MARYLAND
Maryland gay divorce hearing, ruling could set precedent
They cited Wyoming and New Mexico as states with similar practices. The case involves Maryland resident Jessica Port and District of Columbia resident Virginia Anne Cowan.
Port, 29, and Cowan, 32, were married in California in 2008 during a window in which gay marriage was legal there.
Almost two years later, the couple filed for divorce in Maryland, where they both then lived.
Prince George's County Judge A. Michael Chapdelaine declined to grant it.
"The court finds that to recognize the alleged marriage would be contrary to the public policy of Maryland," Chapdelaine wrote.
Lawyers for Port and Cowan told the Court of Appeals that Chapdelaine was wrong.
Maryland has long recognized marriages entered into in other states, they said, even if Maryland itself has barred those marriages.
For example, Maryland law bars an uncle and a niece from marrying, but the state will recognize that marriage if it legally occurred in another state. Unlike other states, Maryland has no ban on recognizing same-sex marriages from other jurisdictions.
Moreover, in 2010 state Attorney General Douglas Gansler issued an opinion that said out-of-state, same-sex marriages may be recognized under Maryland law.
As a result, state agencies have extended benefits to same-sex spouses of state employees and issued birth certificates that recognize the same-sex spouse of a woman who gives birth as a parent. In recent years, judges in Nebraska, Pennsylvania, Texas and Rhode Island have refused to grant gay couples divorces.
Responding to those cases, California and the District of Columbia recently passed laws allowing gay couples married in their jurisdictions to divorce there if their home state will not dissolve the marriage.
Lawyers for Port and Cowen said they hope not to have to resort to trying to use those laws, which could cost the couple more time and money.
They said they hope the Court of Appeals will make a decision in the next several months.
"We both want to move forward with our lives," Port said. Six states and the District of Columbia currently permit gay couples to marry.
Those states are Connecticut, Iowa, Massachusetts, New Hampshire, New York and Vermont. Lawmakers in Washington state have also passed a law permitting gay couples to marry, but it doesn't take effect until June and could be put on hold by a proposed voter referendum seeking to overturn the law.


What the task requires: From the entries below, list each line with "saeuren".

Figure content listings
***

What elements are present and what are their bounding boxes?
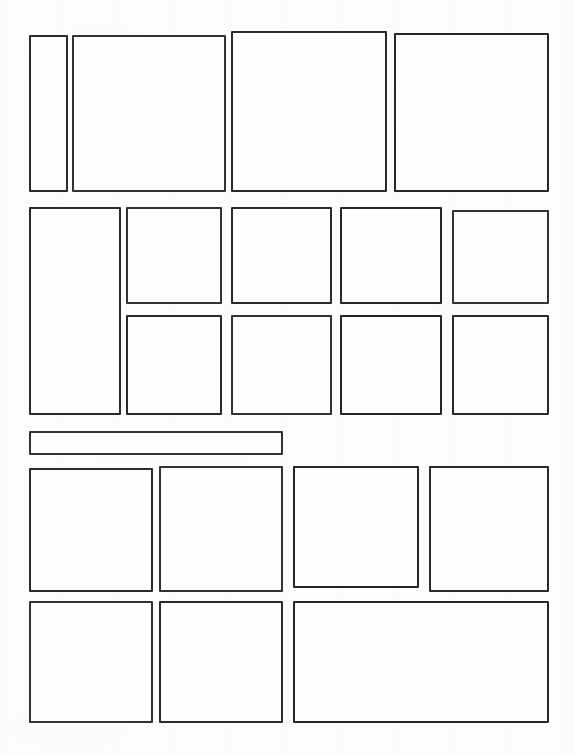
placeholder-frame	[159, 601, 283, 723]
placeholder-frame	[340, 207, 442, 304]
placeholder-frame	[429, 466, 549, 592]
placeholder-frame	[452, 315, 549, 415]
scanned-page	[0, 0, 575, 755]
placeholder-frame	[293, 466, 419, 588]
placeholder-frame	[293, 601, 549, 723]
placeholder-frame	[29, 431, 283, 455]
placeholder-frame	[340, 315, 442, 415]
placeholder-frame	[126, 315, 222, 415]
placeholder-frame	[126, 207, 222, 304]
placeholder-frame	[231, 207, 332, 304]
placeholder-frame	[29, 468, 153, 592]
placeholder-frame	[231, 315, 332, 415]
placeholder-frame	[452, 210, 549, 304]
placeholder-frame	[72, 35, 226, 192]
placeholder-frame	[29, 35, 68, 192]
placeholder-frame	[159, 466, 283, 592]
placeholder-frame	[394, 33, 549, 192]
placeholder-frame	[231, 31, 387, 192]
placeholder-frame	[29, 207, 121, 415]
placeholder-frame	[29, 601, 153, 723]
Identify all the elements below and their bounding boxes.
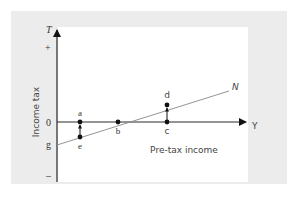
y-tick-minus: –	[45, 170, 52, 181]
y-axis-symbol: T	[46, 24, 53, 35]
y-tick-g: g	[46, 139, 51, 150]
point-d-label: d	[164, 90, 170, 100]
point-a-label: a	[78, 108, 82, 118]
y-axis-label: Income tax	[31, 86, 41, 137]
x-axis-symbol: Y	[251, 121, 258, 131]
tax-diagram: T Y + 0 g – Income tax Pre-tax income N …	[0, 0, 291, 198]
point-e	[78, 135, 83, 140]
y-tick-zero: 0	[46, 117, 51, 128]
line-n	[57, 91, 229, 145]
point-c	[165, 120, 170, 125]
point-b-label: b	[116, 126, 121, 136]
point-d	[165, 103, 170, 108]
point-a	[78, 120, 83, 125]
x-axis-label: Pre-tax income	[150, 145, 218, 155]
point-b	[116, 120, 121, 125]
point-c-label: c	[165, 126, 170, 136]
line-n-label: N	[232, 82, 239, 92]
point-e-label: e	[78, 141, 82, 151]
y-tick-plus: +	[45, 42, 51, 53]
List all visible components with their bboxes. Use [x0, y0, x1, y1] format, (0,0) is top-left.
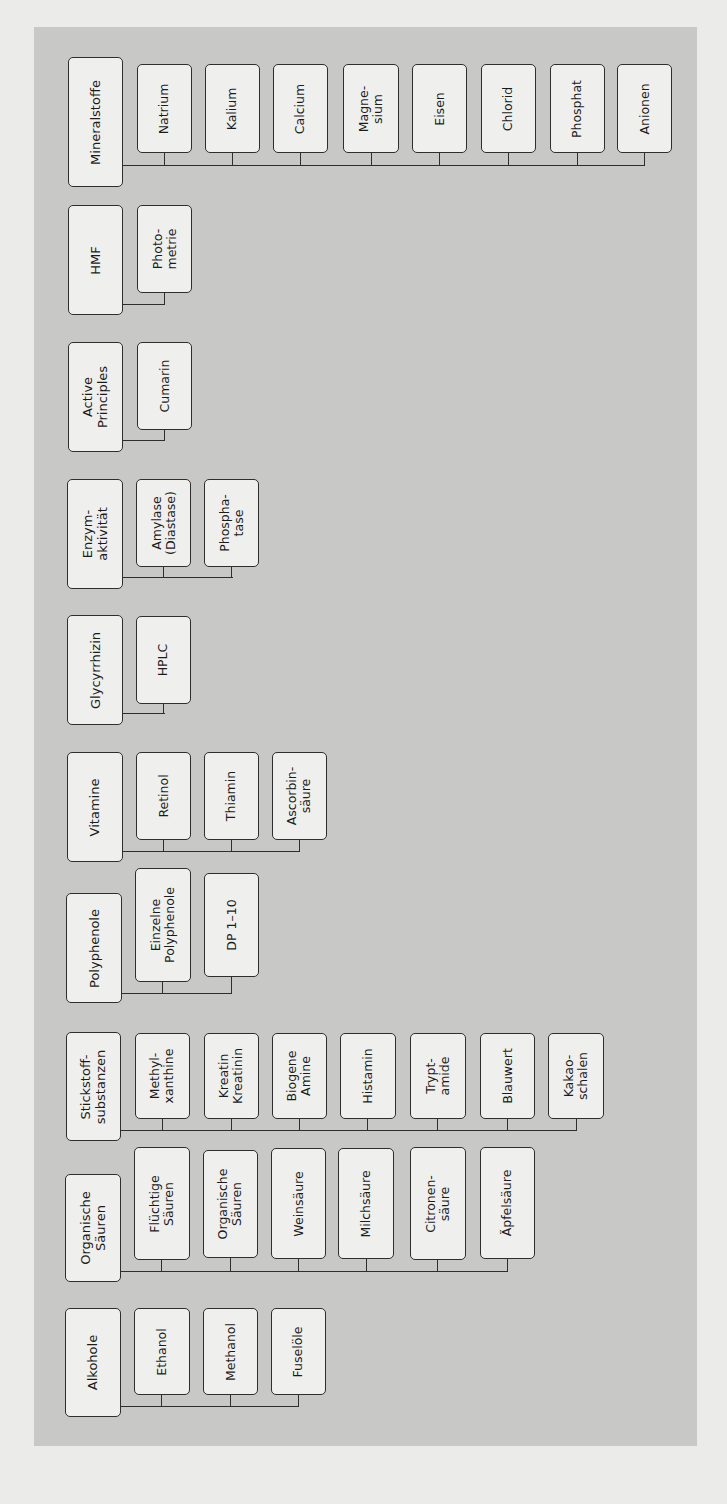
- node-enzymaktivitaet: Enzym- aktivität: [67, 479, 123, 589]
- connector-tick: [231, 977, 232, 993]
- node-hmf: HMF: [68, 205, 123, 315]
- connector-polyphenole: [122, 993, 232, 994]
- connector-tick: [367, 1119, 368, 1130]
- node-kalium: Kalium: [205, 64, 260, 153]
- connector-tick: [164, 153, 165, 165]
- node-amylase: Amylase (Diastase): [136, 479, 191, 567]
- node-methanol: Methanol: [203, 1308, 258, 1395]
- node-organische-saeuren-child: Organische Säuren: [203, 1150, 258, 1258]
- connector-tick: [507, 1259, 508, 1271]
- node-stickstoffsubstanzen: Stickstoff- substanzen: [66, 1032, 121, 1141]
- node-mineralstoffe: Mineralstoffe: [68, 57, 123, 187]
- connector-tick: [164, 293, 165, 305]
- connector-tick: [577, 153, 578, 165]
- node-natrium: Natrium: [137, 64, 192, 153]
- node-glycyrrhizin: Glycyrrhizin: [67, 615, 123, 725]
- node-einzelne-polyphenole: Einzelne Polyphenole: [135, 868, 191, 982]
- connector-vitamine: [123, 851, 300, 852]
- node-weinsaeure: Weinsäure: [271, 1148, 326, 1259]
- connector-tick: [163, 704, 164, 714]
- node-chlorid: Chlorid: [481, 64, 536, 153]
- node-blauwert: Blauwert: [480, 1033, 535, 1119]
- node-ethanol: Ethanol: [134, 1308, 190, 1395]
- node-photometrie: Photo- metrie: [137, 205, 192, 293]
- node-histamin: Histamin: [340, 1033, 396, 1119]
- connector-tick: [366, 1259, 367, 1271]
- connector-tick: [230, 1258, 231, 1271]
- node-vitamine: Vitamine: [67, 752, 123, 862]
- node-phosphat: Phosphat: [550, 64, 605, 153]
- node-phosphatase: Phospha- tase: [204, 479, 259, 567]
- connector-tick: [231, 840, 232, 851]
- node-cumarin: Cumarin: [137, 342, 192, 430]
- connector-enzymaktivitaet: [123, 577, 233, 578]
- connector-tick: [230, 1395, 231, 1406]
- connector-glycyrrhizin: [123, 713, 165, 714]
- connector-tick: [163, 840, 164, 851]
- connector-tick: [231, 567, 232, 578]
- connector-tick: [437, 1260, 438, 1271]
- node-ascorbinsaeure: Ascorbin- säure: [272, 752, 327, 840]
- connector-tick: [164, 430, 165, 441]
- connector-tick: [507, 1119, 508, 1130]
- node-fluechtige-saeuren: Flüchtige Säuren: [134, 1147, 190, 1260]
- node-aepfelsaeure: Äpfelsäure: [480, 1147, 535, 1259]
- node-active-principles: Active Principles: [68, 342, 123, 452]
- connector-tick: [439, 153, 440, 165]
- node-citronensaeure: Citronen- säure: [410, 1147, 466, 1260]
- connector-tick: [299, 1119, 300, 1130]
- connector-tick: [576, 1119, 577, 1130]
- node-dp-1-10: DP 1–10: [204, 873, 259, 977]
- node-biogene-amine: Biogene Amine: [272, 1033, 327, 1119]
- node-tryptamide: Trypt- amide: [410, 1033, 466, 1119]
- node-thiamin: Thiamin: [204, 752, 259, 840]
- node-magnesium: Magne- sium: [343, 64, 399, 153]
- connector-stickstoffsubstanzen: [121, 1130, 577, 1131]
- connector-alkohole: [121, 1406, 299, 1407]
- connector-mineralstoffe: [123, 165, 645, 166]
- connector-tick: [298, 1395, 299, 1406]
- connector-organische-saeuren: [121, 1271, 508, 1272]
- node-organische-saeuren: Organische Säuren: [65, 1174, 121, 1282]
- node-calcium: Calcium: [273, 64, 328, 153]
- node-anionen: Anionen: [617, 64, 672, 153]
- node-milchsaeure: Milchsäure: [338, 1148, 394, 1259]
- connector-tick: [508, 153, 509, 165]
- node-eisen: Eisen: [412, 64, 467, 153]
- connector-tick: [437, 1119, 438, 1130]
- node-methylxanthine: Methyl- xanthine: [135, 1033, 190, 1119]
- connector-tick: [644, 153, 645, 165]
- connector-tick: [371, 153, 372, 165]
- node-fuseloele: Fuselöle: [271, 1308, 326, 1395]
- connector-tick: [231, 1119, 232, 1130]
- connector-tick: [299, 840, 300, 851]
- connector-tick: [161, 1395, 162, 1406]
- connector-active-principles: [123, 440, 165, 441]
- node-retinol: Retinol: [136, 752, 191, 840]
- node-kreatin-kreatinin: Kreatin Kreatinin: [204, 1033, 259, 1119]
- connector-tick: [162, 982, 163, 993]
- node-kakaoschalen: Kakao- schalen: [548, 1033, 604, 1119]
- connector-tick: [163, 567, 164, 578]
- connector-tick: [161, 1260, 162, 1271]
- connector-hmf: [123, 304, 165, 305]
- connector-tick: [162, 1119, 163, 1130]
- connector-tick: [300, 153, 301, 165]
- connector-tick: [232, 153, 233, 165]
- connector-tick: [298, 1259, 299, 1271]
- node-alkohole: Alkohole: [65, 1308, 121, 1417]
- node-hplc: HPLC: [136, 616, 191, 704]
- node-polyphenole: Polyphenole: [66, 893, 122, 1003]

***

Written solution:
- node-organische-saeuren-child: Organische Säuren: [203, 1150, 258, 1258]
- node-fluechtige-saeuren: Flüchtige Säuren: [134, 1147, 190, 1260]
- connector-organische-saeuren: [121, 1271, 508, 1272]
- node-organische-saeuren: Organische Säuren: [65, 1174, 121, 1282]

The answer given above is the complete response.